Thursday, December 20, 2018

The wrap - Oxford United 2 Blackpool 0


It was good to see Alex MacDonald back at the Kassam on Saturday. The little bowling ball in skinny jeans has cemented his legend in the club’s history and will always be welcomed back with open arms.

The 2016 promotion team, and its re-incarnation in 2017 as a League 1 team will always be the benchmark by which all subsequent teams will be measured, up until they are superseded. But, they set a high bar, so it’s going to be difficult to knock them off their perch. But, it’s easy to forget through the giant killings, promotions, derby wins, and Wembley visits the club didn’t win anything.

As entertaining as it was, they fell just short. The margins were always close, their comeuppance pivoting around a few specific games; Northampton in 2016, Sheffield United and Bolton the following year; each team turned up with an unerring efficiency, cutting through our pretty football, taking one touch when we would take four, scoring lots of goals, not perfect goals.

As Michael Appleton famously said, we were the best football team in League 2. What he didn’t say, to Chris Wilder’s chagrin, was that we weren’t the most successful. Like most arguments, the fall out came because each side were arguing from different starting points.

Saturday’s win over Blackpool showed shades of the unerring rugged efficiency that proved to be Appleton’s nemesis. A nemesis which seemed to be critical if you have ambitions for promotion.

There were two opponents, the hideous weather, which could have been enough to turn the game into a complete non-event, and Blackpool themselves, a perfectly competent team with reasonable aspirations for the play-offs.

Neither seemed to trouble us, the job was largely complete in the first half. Given our start to the season, promotion, or anything approaching it, would seem beyond the realms of what is reasonable. But, the seeds are there if we can maintain and build on that core strength.

Marcus Browne will eventually go back to West Ham and Curtis Nelson seems destined to leave at some point, but if we can bolster in January and build in the summer, then after a tumultuous opening to the season, we might actually start to realise our ambitions.

Critical to this is what I think caused our problems earlier this year; not the manager or players, but the owners and senior managers. The amount of money available seems less of an issue than the speed at which it is approved and released. Solve that issue and the sky is the limit.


What you will do
In the data below, which lines contain "with"? List them by copying each one.

The records section start

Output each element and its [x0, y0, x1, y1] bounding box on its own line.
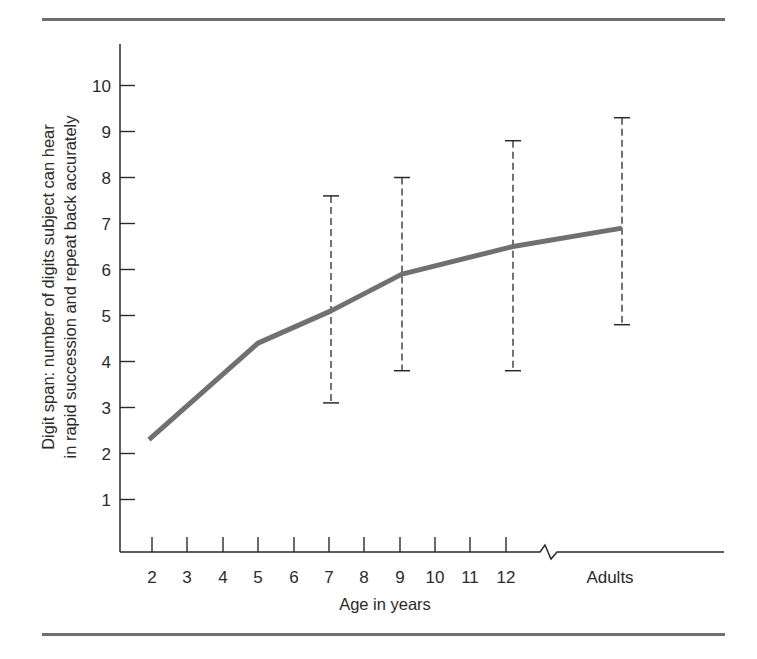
series-line: [149, 228, 622, 440]
x-tick-label: 8: [359, 568, 368, 587]
digit-span-chart: 12345678910 23456789101112Adults Age in …: [0, 0, 757, 659]
x-tick-label: 2: [147, 568, 156, 587]
y-tick-label: 7: [102, 215, 111, 234]
y-tick-label: 8: [102, 169, 111, 188]
x-tick-label: 7: [324, 568, 333, 587]
y-tick-label: 9: [102, 123, 111, 142]
y-tick-label: 4: [102, 353, 111, 372]
x-axis-line-with-break: [120, 545, 724, 559]
x-tick-label: 11: [461, 568, 479, 587]
data-series: [149, 228, 622, 440]
x-tick-label: 3: [182, 568, 191, 587]
x-tick-label: 10: [426, 568, 445, 587]
x-tick-label: 12: [497, 568, 516, 587]
error-bars: [323, 118, 630, 403]
y-tick-label: 5: [102, 307, 111, 326]
x-axis-ticks: 23456789101112Adults: [147, 537, 633, 587]
y-axis-title-line-1: Digit span: number of digits subject can…: [39, 124, 57, 450]
x-tick-label: 6: [289, 568, 298, 587]
axes: [120, 44, 724, 559]
x-axis-title: Age in years: [339, 595, 431, 613]
x-tick-label: 9: [395, 568, 404, 587]
y-axis-ticks: 12345678910: [92, 77, 135, 510]
x-tick-label: 5: [253, 568, 262, 587]
y-tick-label: 10: [92, 77, 111, 96]
y-axis-title-line-2: in rapid succession and repeat back accu…: [61, 115, 79, 459]
y-tick-label: 2: [102, 445, 111, 464]
y-tick-label: 1: [102, 491, 111, 510]
x-tick-label: Adults: [586, 568, 633, 587]
x-tick-label: 4: [218, 568, 227, 587]
y-tick-label: 3: [102, 399, 111, 418]
y-tick-label: 6: [102, 261, 111, 280]
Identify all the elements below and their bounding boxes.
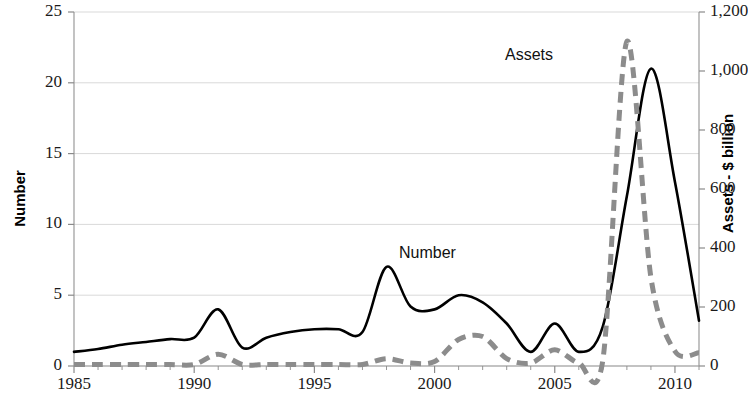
x-axis-tick-label: 2000: [400, 374, 470, 394]
y-axis-right-tick-label: 0: [710, 355, 719, 375]
y-axis-left-tick-label: 5: [8, 284, 62, 304]
y-axis-right-tick-label: 200: [710, 296, 736, 316]
y-axis-right-tick-label: 400: [710, 237, 736, 257]
x-axis-tick-label: 2005: [520, 374, 590, 394]
y-axis-left-tick-label: 10: [8, 213, 62, 233]
y-axis-left-tick-label: 15: [8, 143, 62, 163]
series-line-assets: [74, 41, 699, 383]
y-axis-right-tick-label: 1,000: [710, 60, 748, 80]
y-axis-right-tick-label: 600: [710, 178, 736, 198]
x-axis-tick-label: 1985: [39, 374, 109, 394]
x-axis-tick-label: 1995: [279, 374, 349, 394]
y-axis-left-tick-label: 0: [8, 355, 62, 375]
y-axis-left-tick-label: 25: [8, 1, 62, 21]
x-axis-tick-label: 1990: [159, 374, 229, 394]
y-axis-left-tick-label: 20: [8, 72, 62, 92]
series-paths: [74, 41, 699, 383]
y-axis-right-tick-label: 800: [710, 119, 736, 139]
y-axis-right-tick-label: 1,200: [710, 1, 748, 21]
x-axis-tick-label: 2010: [640, 374, 710, 394]
tick-marks: [68, 12, 705, 373]
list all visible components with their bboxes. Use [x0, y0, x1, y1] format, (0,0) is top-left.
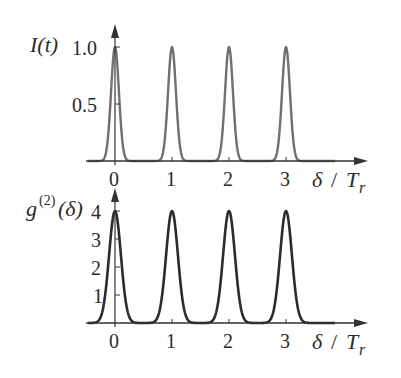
ytick-label: 4 [91, 201, 101, 223]
svg-text:/: / [331, 329, 338, 354]
xtick-label: 1 [166, 168, 176, 190]
top-x-axis-arrow-icon [354, 157, 368, 165]
xtick-label: 2 [223, 330, 233, 352]
svg-text:r: r [359, 179, 366, 196]
svg-text:(2): (2) [39, 193, 56, 209]
bottom-xlabel: δ / T r [312, 329, 366, 358]
intensity-curve [88, 47, 335, 161]
bottom-x-axis-arrow-icon [354, 319, 368, 327]
top-ylabel: I(t) [29, 32, 58, 57]
ytick-label: 1.0 [72, 37, 97, 59]
ytick-label: 2 [91, 257, 101, 279]
xtick-label: 0 [109, 330, 119, 352]
xtick-label: 1 [166, 330, 176, 352]
svg-text:/: / [331, 167, 338, 192]
svg-text:T: T [346, 329, 360, 354]
g2-curve [88, 211, 335, 323]
xtick-label: 2 [223, 168, 233, 190]
ytick-label: 1 [93, 285, 103, 307]
svg-text:g: g [26, 196, 37, 221]
top-y-axis-arrow-icon [111, 24, 119, 38]
bottom-y-axis-arrow-icon [111, 188, 119, 202]
top-panel: I(t) 1.0 0.5 0 1 2 3 δ / T r [29, 24, 368, 196]
bottom-ylabel: g (2) (δ) [26, 193, 83, 221]
svg-text:r: r [359, 341, 366, 358]
svg-text:T: T [346, 167, 360, 192]
xtick-label: 0 [109, 168, 119, 190]
figure: I(t) 1.0 0.5 0 1 2 3 δ / T r [0, 0, 401, 378]
top-xlabel: δ / T r [312, 167, 366, 196]
xtick-label: 3 [280, 330, 290, 352]
bottom-panel: g (2) (δ) 4 3 2 1 0 1 2 3 δ / T r [26, 188, 368, 358]
svg-text:(δ): (δ) [58, 196, 83, 221]
ytick-label: 0.5 [72, 94, 97, 116]
ytick-label: 3 [91, 229, 101, 251]
svg-text:δ: δ [312, 329, 323, 354]
xtick-label: 3 [280, 168, 290, 190]
svg-text:δ: δ [312, 167, 323, 192]
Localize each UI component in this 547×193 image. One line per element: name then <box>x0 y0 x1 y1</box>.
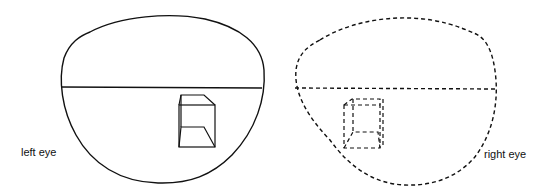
right-cube <box>344 99 383 148</box>
left-horizon-line <box>61 87 262 88</box>
left-eye-label: left eye <box>21 146 56 158</box>
right-horizon-line <box>295 88 496 89</box>
right-eye-outline <box>296 18 497 185</box>
right-eye-label: right eye <box>484 148 526 160</box>
left-eye-outline <box>61 16 264 183</box>
right-eye-field <box>295 18 496 185</box>
stereo-view-diagram <box>0 0 547 193</box>
left-cube <box>179 95 215 147</box>
left-eye-field <box>61 16 264 183</box>
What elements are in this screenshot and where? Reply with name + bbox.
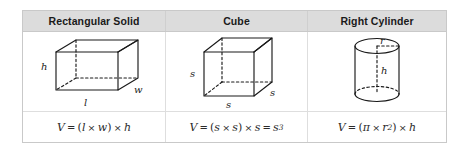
formula-lhs: V bbox=[57, 121, 65, 134]
formula-term-h: h bbox=[409, 121, 416, 134]
volume-formulas-figure: Rectangular Solid Cube Right Cylinder bbox=[0, 0, 463, 152]
formula-times-2: × bbox=[399, 122, 407, 133]
formula-cube: V = ( s × s ) × s = s3 bbox=[165, 112, 307, 142]
formula-result-exponent: 3 bbox=[279, 123, 284, 132]
label-w: w bbox=[134, 84, 143, 95]
header-right-cylinder: Right Cylinder bbox=[307, 11, 446, 31]
label-l: l bbox=[84, 97, 87, 108]
label-s-width: s bbox=[226, 99, 231, 110]
cube-diagram: s s s bbox=[182, 34, 292, 110]
volume-formulas-table: Rectangular Solid Cube Right Cylinder bbox=[22, 10, 447, 143]
label-h: h bbox=[41, 61, 47, 72]
figure-cell-right-cylinder: r h bbox=[307, 32, 446, 111]
label-h-cylinder: h bbox=[381, 65, 387, 76]
formula-equals-2: = bbox=[263, 122, 271, 133]
rectangular-prism-diagram: h l w bbox=[34, 36, 154, 108]
header-cube: Cube bbox=[165, 11, 307, 31]
formula-right-cylinder: V = ( π × r2 ) × h bbox=[307, 112, 446, 142]
formula-term-c: h bbox=[124, 121, 131, 134]
formula-times-1: × bbox=[222, 122, 230, 133]
formula-term-pi: π bbox=[363, 121, 370, 134]
formula-times-2: × bbox=[244, 122, 252, 133]
cylinder-diagram: r h bbox=[331, 34, 423, 110]
table-header-row: Rectangular Solid Cube Right Cylinder bbox=[23, 11, 446, 32]
formula-term-b: w bbox=[98, 121, 107, 134]
formula-times-1: × bbox=[372, 122, 380, 133]
table-figure-row: h l w bbox=[23, 32, 446, 112]
header-rectangular-solid: Rectangular Solid bbox=[23, 11, 165, 31]
formula-times-2: × bbox=[114, 122, 122, 133]
table-formula-row: V = ( l × w ) × h V = bbox=[23, 112, 446, 142]
label-r: r bbox=[380, 35, 386, 46]
formula-equals: = bbox=[67, 122, 75, 133]
formula-equals: = bbox=[199, 122, 207, 133]
formula-equals: = bbox=[348, 122, 356, 133]
formula-lhs: V bbox=[338, 121, 346, 134]
formula-times-1: × bbox=[88, 122, 96, 133]
label-s-height: s bbox=[190, 68, 195, 79]
label-s-depth: s bbox=[270, 87, 275, 98]
formula-rectangular-solid: V = ( l × w ) × h bbox=[23, 112, 165, 142]
figure-cell-cube: s s s bbox=[165, 32, 307, 111]
figure-cell-rectangular-solid: h l w bbox=[23, 32, 165, 111]
formula-lhs: V bbox=[189, 121, 197, 134]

The records section end

Task output
x-axis-line-with-break: [120, 545, 724, 559]
list all visible components with their bboxes. Use [x0, y0, x1, y1] format, (0,0) is top-left.
What elements are in this screenshot and where? Reply with name + bbox.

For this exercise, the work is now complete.